(Dataset records Opens)
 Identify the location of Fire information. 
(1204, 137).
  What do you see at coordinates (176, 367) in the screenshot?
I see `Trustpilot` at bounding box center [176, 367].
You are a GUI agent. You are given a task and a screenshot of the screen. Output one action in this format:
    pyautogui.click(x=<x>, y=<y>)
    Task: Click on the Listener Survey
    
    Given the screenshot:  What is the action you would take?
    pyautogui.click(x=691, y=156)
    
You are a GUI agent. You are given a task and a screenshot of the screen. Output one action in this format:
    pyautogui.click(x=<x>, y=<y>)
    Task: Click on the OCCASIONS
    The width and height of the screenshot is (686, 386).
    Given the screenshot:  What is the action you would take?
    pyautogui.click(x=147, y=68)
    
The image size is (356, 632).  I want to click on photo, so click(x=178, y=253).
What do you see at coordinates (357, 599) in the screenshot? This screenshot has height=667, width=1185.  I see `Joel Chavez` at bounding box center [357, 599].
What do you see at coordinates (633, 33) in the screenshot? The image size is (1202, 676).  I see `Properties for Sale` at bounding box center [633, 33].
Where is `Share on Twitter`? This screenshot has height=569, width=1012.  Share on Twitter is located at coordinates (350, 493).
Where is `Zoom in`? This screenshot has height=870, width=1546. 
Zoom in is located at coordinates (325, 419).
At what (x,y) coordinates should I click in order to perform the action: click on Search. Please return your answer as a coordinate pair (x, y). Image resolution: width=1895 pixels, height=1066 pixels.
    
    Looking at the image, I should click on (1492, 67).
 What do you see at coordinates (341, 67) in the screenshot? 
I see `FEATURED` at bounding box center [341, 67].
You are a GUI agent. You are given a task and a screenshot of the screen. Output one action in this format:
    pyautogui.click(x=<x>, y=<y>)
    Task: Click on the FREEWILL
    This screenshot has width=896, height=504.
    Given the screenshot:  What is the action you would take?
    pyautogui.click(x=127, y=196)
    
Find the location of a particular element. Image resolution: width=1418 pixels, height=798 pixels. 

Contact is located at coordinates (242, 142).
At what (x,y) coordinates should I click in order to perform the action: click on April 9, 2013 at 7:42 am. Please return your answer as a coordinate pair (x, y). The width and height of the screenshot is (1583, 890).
(Dataset records Closes)
• **Task instructions**: What is needed is an exact transcription of every entry above.

• **Final answer**:
 Identify the location of Fire information. 
(1204, 137).
  What do you see at coordinates (176, 367) in the screenshot?
I see `Trustpilot` at bounding box center [176, 367].
You are a GUI agent. You are given a task and a screenshot of the screen. Output one action in this format:
    pyautogui.click(x=<x>, y=<y>)
    Task: Click on the Listener Survey
    
    Given the screenshot:  What is the action you would take?
    pyautogui.click(x=691, y=156)
    
You are a GUI agent. You are given a task and a screenshot of the screen. Output one action in this format:
    pyautogui.click(x=<x>, y=<y>)
    Task: Click on the OCCASIONS
    The width and height of the screenshot is (686, 386).
    Given the screenshot:  What is the action you would take?
    pyautogui.click(x=147, y=68)
    
The image size is (356, 632).  I want to click on photo, so click(x=178, y=253).
What do you see at coordinates (357, 599) in the screenshot? This screenshot has height=667, width=1185.  I see `Joel Chavez` at bounding box center [357, 599].
What do you see at coordinates (633, 33) in the screenshot? The image size is (1202, 676).  I see `Properties for Sale` at bounding box center [633, 33].
Where is `Share on Twitter`? This screenshot has height=569, width=1012.  Share on Twitter is located at coordinates (350, 493).
Where is `Zoom in`? This screenshot has height=870, width=1546. 
Zoom in is located at coordinates (325, 419).
At what (x,y) coordinates should I click in order to perform the action: click on Search. Please return your answer as a coordinate pair (x, y). Image resolution: width=1895 pixels, height=1066 pixels.
    
    Looking at the image, I should click on (1492, 67).
 What do you see at coordinates (341, 67) in the screenshot? 
I see `FEATURED` at bounding box center [341, 67].
You are a GUI agent. You are given a task and a screenshot of the screen. Output one action in this format:
    pyautogui.click(x=<x>, y=<y>)
    Task: Click on the FREEWILL
    This screenshot has width=896, height=504.
    Given the screenshot:  What is the action you would take?
    pyautogui.click(x=127, y=196)
    
Find the location of a particular element. Image resolution: width=1418 pixels, height=798 pixels. 

Contact is located at coordinates (242, 142).
At what (x,y) coordinates should I click in order to perform the action: click on April 9, 2013 at 7:42 am. Please return your answer as a coordinate pair (x, y). The width and height of the screenshot is (1583, 890).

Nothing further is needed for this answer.